Parshat Bo: Self-Centeredness or Compassion?

This illustration, created at the Centers for Disease Control and Prevention (CDC), reveals ultrastructural morphology exhibited by coronaviruses. Note the spikes that adorn the outer surface of the virus, which impart the look of a corona surrounding the virion, when viewed electron microscopically. A novel coronavirus, named Severe Acute Respiratory Syndrome coronavirus 2 (SARS-CoV-2), was identified as the cause of an outbreak of respiratory illness first detected in Wuhan, China in 2019. The illness caused by this virus has been named coronavirus disease 2019 (COVID-19). (CDC Photo/Alissa Eckert, MS, Dan Higgins, MAMS)
This illustration, created at the Centers for Disease Control and Prevention (CDC), reveals ultrastructural morphology exhibited by coronaviruses. Note the spikes that adorn the outer surface of the virus, which impart the look of a corona surrounding the virion, when viewed electron microscopically. A novel coronavirus, named Severe Acute Respiratory Syndrome coronavirus 2 (SARS-CoV-2), was identified as the cause of an outbreak of respiratory illness first detected in Wuhan, China in 2019. The illness caused by this virus has been named coronavirus disease 2019 (COVID-19). (CDC Photo/Alissa Eckert, MS, Dan Higgins, MAMS)

Sometimes, sadly, we wait until it “hits home” to change our behavior. This was a key insight I taught in my Davar Torah “Bo” this weekend at shul, an insight my rabbi praised and suggested I share more widely.

In Parsha Bo, Moses comes to Pharaoh with the warning that Plagues 8, 9 and 10 were coming unless freedom from slavery was decreed first. Last week, in JewishSacredAging.com, Rabbi Address wrote brilliantly that Plague Number Nine, darkness, has perhaps transformed into a dismal, emotional darkness that is a major backdrop to the current Omicron Surge of the COVID pandemic. It has affected our moods. It has affected our ability to see or care beyond ourselves. It is dark in many ways.

Perhaps that type of darkness, which Rabbi Address suggested, and which did not change Pharaoh’s hardened heart, was the perfect prelude to Plague Ten, which did change Pharaoh’s heart. Plague Ten was the slaying of the first-born Egyptians. To be more technically correct, it was the beginning of the slaying of the first-born Egyptians. How do we know it was only the beginning?  It is because Pharaoh, himself, was a first-born Egyptian. Pharaoh saw the lava flowing downhill and Pharaoh knew he had the power to stop it or he, himself, would be directly affected by the tenth plague.

Is it not sad, perhaps, that in a culture theoretically based on the concept of tzedakah, hitting home is still a more powerful motivator than reaching out?  How similar is this analogy to Mordecai’s warning to Esther that just because you are in the palace, do not think you will be spared? 

The late German Lutheran minister Rev. Martin Niemöller wrote a poem, after a 1934 meeting with Hitler, where the poem begins with, “First they came for the Socialists and I did not speak out…” and ends with, “Then they came for me —and there was no one left to speak for me.”  In the Parsha, there was almost no one left to speak for Pharaoh, not even Pharaoh himself.

Fast-forward to the twenty-first century, CE. As a statistician by my first training, I wish I had the supportive data, but I do have the speculation:  how often do you read in obituaries from all cultures in America a recommendation from the mourners to donate to a charity related to the disease to which the deceased succumbed, when they had not given that charity more attention before the affliction hit home?

However, I do have analogous supportive data from Pew, that great source of social science research, released just a few months ago, on November 23, 2021. The Pew Study of Americans was titled, “Suffering and G-D’s Role.” A key question posed in the survey was, “How do you often feel when you see or hear news about terrible things happening to people?” There were options to choose from in the response set. Multiple selections were permitted. Allowing multiple selections revealed something very profound. When data reveals something profound, we like to say that the insight was hiding in plain sight, or reinforcing what we already felt in our kishkes, to put a Jewish spin on the research.

Look at the early ten-point gap between the first two choices. When Americans see bad things happening to other people, first, 71% say they are thankful for the good things in their own lives. Then, nine percentage points below that, at 62%, Americans report sadness for those who are suffering. Sometimes, actually here more often, self-centeredness is preferred over compassion.

Perhaps we need these modern reminders of the need to walk the talk of our ethical foundation of tzedakah. As Rabbi Nachman of Breslov taught,  “The exodus from Egypt occurs in every being, in every era, in every day.”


- [PROMPT] Pull every line of the entries that has the word "guide".

(Recorded data)

:::

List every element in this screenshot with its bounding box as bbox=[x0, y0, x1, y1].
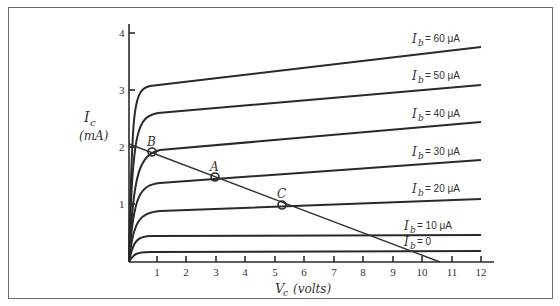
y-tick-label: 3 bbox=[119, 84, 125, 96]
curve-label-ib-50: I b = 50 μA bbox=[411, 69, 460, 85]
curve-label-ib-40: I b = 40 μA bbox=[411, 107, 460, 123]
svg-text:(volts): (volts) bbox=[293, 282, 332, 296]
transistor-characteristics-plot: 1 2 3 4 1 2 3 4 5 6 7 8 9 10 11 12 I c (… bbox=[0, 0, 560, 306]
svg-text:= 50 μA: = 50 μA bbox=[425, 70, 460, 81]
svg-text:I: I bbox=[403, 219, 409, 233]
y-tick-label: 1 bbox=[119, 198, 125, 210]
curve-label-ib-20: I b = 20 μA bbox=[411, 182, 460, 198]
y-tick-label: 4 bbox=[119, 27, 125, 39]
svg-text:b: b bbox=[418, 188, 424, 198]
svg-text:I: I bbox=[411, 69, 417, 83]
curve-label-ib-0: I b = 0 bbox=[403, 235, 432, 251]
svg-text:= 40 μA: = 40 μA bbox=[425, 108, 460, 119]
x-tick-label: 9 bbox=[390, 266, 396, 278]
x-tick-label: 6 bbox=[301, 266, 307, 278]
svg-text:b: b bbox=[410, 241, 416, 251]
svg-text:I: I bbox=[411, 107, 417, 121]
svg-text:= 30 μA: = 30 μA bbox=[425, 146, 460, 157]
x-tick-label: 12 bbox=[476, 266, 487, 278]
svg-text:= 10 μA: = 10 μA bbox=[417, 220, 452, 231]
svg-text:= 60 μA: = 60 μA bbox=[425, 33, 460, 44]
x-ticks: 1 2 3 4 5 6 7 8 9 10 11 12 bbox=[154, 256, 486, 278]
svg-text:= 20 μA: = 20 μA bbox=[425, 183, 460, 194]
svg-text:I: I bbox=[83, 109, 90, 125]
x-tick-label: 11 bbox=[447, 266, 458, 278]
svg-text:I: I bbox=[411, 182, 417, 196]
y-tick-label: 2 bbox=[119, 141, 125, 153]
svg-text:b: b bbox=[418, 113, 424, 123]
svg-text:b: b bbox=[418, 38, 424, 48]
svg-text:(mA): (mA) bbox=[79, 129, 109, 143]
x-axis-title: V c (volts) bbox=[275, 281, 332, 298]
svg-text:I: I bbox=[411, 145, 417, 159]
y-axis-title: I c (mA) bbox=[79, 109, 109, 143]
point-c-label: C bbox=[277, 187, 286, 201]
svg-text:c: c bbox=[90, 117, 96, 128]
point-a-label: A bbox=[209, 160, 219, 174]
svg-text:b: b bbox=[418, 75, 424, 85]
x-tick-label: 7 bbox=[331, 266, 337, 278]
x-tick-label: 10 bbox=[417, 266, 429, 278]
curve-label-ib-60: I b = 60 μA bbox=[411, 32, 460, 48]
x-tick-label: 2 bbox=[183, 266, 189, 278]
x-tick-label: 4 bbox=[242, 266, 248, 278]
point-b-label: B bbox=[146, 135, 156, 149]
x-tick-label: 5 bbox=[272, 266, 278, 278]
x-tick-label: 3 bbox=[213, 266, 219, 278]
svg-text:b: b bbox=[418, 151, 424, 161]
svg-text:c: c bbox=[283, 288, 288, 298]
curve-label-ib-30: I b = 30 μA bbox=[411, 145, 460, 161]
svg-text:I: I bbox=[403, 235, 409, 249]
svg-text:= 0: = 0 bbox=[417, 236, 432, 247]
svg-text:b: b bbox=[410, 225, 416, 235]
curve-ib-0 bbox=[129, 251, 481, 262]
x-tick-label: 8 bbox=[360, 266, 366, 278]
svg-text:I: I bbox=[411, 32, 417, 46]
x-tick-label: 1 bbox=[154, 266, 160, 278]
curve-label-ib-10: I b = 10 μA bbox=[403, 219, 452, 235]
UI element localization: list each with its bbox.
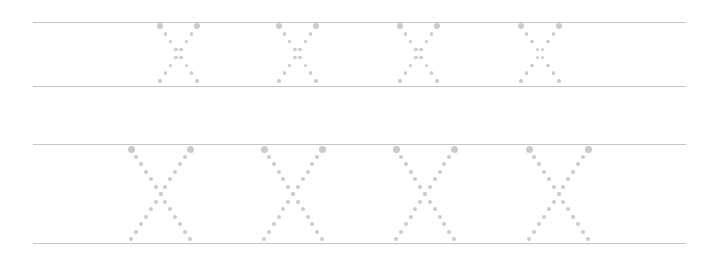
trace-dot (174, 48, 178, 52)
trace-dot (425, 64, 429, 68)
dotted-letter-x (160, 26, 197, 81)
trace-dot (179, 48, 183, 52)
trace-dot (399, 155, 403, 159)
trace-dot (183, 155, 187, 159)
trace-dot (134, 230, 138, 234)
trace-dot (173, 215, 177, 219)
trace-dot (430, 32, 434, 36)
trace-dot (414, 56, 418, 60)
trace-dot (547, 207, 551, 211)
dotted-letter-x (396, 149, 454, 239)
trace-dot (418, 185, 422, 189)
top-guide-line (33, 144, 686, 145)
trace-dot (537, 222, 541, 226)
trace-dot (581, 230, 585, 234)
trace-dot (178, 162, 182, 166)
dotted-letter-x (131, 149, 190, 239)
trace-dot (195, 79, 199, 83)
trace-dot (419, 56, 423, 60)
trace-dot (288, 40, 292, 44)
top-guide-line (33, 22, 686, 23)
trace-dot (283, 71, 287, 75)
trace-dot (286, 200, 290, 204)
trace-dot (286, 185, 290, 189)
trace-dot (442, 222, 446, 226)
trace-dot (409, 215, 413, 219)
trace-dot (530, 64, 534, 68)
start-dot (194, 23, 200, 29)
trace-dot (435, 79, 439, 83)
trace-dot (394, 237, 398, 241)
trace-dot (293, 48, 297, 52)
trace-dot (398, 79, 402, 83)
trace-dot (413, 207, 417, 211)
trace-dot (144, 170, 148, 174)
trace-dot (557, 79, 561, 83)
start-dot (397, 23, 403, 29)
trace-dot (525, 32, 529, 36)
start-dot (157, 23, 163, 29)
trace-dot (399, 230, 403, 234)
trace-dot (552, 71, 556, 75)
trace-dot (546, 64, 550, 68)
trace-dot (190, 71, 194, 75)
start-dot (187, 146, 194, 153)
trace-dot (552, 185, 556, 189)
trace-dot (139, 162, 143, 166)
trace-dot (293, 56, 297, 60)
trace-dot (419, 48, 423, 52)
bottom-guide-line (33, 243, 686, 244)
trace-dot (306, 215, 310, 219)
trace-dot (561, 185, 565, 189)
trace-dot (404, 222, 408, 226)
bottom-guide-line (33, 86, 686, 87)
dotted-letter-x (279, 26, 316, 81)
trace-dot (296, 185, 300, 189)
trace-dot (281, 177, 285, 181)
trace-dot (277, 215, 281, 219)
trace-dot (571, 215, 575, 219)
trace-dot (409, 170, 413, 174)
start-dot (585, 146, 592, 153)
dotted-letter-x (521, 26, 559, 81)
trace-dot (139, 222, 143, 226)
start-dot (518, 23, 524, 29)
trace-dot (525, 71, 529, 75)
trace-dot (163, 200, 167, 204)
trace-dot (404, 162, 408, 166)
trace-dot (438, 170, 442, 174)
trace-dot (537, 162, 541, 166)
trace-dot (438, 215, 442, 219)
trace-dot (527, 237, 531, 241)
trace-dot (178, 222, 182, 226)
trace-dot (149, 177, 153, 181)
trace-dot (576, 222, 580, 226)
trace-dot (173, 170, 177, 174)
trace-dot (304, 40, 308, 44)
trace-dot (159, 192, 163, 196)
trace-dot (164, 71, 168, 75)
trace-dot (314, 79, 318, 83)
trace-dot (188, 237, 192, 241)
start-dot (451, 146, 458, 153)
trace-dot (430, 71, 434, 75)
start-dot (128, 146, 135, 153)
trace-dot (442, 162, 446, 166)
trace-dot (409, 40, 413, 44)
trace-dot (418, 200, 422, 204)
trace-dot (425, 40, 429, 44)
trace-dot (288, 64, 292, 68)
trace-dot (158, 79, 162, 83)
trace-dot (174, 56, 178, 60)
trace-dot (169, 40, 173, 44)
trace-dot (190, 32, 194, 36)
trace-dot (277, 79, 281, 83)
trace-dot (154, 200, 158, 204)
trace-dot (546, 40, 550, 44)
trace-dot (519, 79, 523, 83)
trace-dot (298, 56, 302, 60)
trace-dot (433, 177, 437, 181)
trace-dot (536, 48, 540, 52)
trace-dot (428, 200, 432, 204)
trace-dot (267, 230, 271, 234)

:::

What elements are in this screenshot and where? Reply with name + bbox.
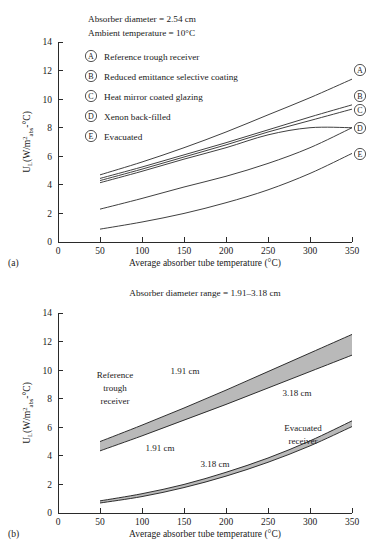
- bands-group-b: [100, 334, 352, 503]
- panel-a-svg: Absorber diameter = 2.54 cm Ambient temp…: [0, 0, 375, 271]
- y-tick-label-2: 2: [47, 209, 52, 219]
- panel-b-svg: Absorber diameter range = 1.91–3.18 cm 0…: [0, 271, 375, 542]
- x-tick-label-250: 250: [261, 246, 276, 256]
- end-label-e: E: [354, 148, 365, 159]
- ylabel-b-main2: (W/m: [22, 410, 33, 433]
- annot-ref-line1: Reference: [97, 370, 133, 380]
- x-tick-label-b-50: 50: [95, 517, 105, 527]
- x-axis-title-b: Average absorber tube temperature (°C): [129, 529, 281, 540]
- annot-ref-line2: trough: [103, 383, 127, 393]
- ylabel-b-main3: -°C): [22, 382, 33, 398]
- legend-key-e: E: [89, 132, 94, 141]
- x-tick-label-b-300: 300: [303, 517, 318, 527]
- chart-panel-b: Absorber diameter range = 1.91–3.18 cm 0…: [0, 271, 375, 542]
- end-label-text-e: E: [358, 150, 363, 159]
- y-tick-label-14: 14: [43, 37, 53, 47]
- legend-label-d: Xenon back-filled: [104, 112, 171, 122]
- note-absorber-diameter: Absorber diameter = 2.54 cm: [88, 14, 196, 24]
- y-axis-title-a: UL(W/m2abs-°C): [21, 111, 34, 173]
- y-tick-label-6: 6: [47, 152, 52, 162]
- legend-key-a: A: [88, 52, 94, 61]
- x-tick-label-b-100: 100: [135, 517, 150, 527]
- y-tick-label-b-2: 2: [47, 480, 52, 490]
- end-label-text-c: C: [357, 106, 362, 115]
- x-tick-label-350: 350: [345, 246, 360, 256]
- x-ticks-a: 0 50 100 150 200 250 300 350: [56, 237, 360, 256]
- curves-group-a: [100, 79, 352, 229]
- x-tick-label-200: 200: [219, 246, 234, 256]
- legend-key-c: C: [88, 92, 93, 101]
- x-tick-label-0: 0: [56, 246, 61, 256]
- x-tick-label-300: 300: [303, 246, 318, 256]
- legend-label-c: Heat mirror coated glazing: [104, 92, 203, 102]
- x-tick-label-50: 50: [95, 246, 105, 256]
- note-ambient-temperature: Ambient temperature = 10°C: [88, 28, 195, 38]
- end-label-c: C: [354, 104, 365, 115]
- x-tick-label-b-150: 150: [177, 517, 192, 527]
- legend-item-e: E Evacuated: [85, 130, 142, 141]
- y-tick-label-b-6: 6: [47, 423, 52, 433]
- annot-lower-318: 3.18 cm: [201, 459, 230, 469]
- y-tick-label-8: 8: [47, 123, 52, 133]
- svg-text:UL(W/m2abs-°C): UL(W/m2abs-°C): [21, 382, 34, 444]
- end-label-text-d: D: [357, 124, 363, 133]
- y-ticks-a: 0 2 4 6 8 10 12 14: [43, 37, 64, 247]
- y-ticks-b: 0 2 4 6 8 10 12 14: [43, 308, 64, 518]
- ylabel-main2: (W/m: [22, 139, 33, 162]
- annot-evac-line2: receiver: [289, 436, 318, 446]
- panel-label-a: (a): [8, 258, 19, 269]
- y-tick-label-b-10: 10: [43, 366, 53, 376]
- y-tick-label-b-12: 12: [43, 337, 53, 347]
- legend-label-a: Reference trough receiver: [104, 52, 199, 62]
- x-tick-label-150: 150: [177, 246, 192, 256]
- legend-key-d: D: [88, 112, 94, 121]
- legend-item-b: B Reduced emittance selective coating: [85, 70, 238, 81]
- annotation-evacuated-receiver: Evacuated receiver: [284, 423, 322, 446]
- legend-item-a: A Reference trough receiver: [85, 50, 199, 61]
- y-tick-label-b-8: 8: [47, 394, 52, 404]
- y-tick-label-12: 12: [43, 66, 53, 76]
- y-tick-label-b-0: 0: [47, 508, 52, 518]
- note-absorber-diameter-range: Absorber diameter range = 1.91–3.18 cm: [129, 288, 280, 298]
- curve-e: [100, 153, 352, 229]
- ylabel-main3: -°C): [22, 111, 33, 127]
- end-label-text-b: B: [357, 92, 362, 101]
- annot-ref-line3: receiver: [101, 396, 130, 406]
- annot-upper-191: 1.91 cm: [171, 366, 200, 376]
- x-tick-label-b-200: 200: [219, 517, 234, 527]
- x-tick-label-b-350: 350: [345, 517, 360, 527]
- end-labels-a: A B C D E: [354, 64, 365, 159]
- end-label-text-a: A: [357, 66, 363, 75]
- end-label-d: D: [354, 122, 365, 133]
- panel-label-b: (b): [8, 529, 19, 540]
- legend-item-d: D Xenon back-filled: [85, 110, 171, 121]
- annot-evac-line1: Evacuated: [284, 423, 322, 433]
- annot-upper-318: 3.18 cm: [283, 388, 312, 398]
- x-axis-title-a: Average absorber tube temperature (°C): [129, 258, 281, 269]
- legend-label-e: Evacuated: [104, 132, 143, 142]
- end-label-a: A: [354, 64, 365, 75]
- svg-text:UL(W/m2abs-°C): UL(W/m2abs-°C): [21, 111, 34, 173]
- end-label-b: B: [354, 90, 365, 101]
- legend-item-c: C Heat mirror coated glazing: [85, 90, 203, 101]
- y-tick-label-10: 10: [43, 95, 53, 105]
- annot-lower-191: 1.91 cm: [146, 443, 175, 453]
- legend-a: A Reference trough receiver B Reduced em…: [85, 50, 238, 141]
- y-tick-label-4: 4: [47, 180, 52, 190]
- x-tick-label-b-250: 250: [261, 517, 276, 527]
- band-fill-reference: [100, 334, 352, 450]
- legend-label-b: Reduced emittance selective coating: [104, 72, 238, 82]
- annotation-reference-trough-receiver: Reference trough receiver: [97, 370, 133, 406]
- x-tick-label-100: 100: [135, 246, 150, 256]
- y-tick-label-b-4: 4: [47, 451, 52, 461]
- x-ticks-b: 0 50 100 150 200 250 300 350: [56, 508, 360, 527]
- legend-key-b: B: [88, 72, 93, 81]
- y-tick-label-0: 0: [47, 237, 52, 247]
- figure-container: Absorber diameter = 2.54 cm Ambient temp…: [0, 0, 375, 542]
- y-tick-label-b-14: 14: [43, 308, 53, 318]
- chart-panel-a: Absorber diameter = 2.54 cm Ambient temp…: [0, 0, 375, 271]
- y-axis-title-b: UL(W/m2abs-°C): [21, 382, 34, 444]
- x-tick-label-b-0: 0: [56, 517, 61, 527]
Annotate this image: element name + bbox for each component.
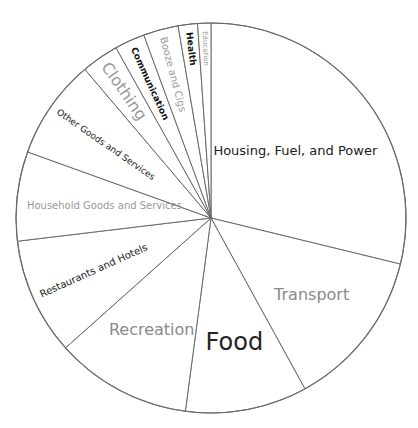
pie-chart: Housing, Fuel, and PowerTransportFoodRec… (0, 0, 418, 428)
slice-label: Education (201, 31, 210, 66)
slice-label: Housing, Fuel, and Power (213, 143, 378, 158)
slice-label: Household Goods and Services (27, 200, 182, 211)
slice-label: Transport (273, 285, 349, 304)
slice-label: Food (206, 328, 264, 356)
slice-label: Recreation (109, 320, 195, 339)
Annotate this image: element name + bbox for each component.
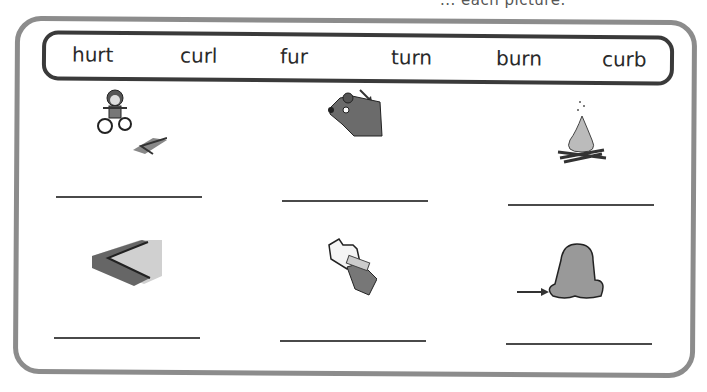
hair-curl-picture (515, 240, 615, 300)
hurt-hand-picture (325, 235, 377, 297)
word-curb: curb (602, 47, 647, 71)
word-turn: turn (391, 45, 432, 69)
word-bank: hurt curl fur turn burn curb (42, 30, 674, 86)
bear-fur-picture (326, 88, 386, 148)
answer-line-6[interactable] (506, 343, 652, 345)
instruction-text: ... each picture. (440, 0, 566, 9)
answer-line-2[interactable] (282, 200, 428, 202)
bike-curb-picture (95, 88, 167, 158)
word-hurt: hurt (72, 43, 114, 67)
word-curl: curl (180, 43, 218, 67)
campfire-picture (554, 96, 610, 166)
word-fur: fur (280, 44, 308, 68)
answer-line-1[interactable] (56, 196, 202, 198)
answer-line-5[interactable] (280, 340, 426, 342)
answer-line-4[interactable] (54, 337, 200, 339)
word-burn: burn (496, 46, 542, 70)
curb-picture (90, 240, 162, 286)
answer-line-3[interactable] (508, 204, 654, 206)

:::

- [SOLVED PROBLEM]
top-guide-line (33, 144, 686, 145)
top-guide-line (33, 22, 686, 23)
bottom-guide-line (33, 243, 686, 244)
bottom-guide-line (33, 86, 686, 87)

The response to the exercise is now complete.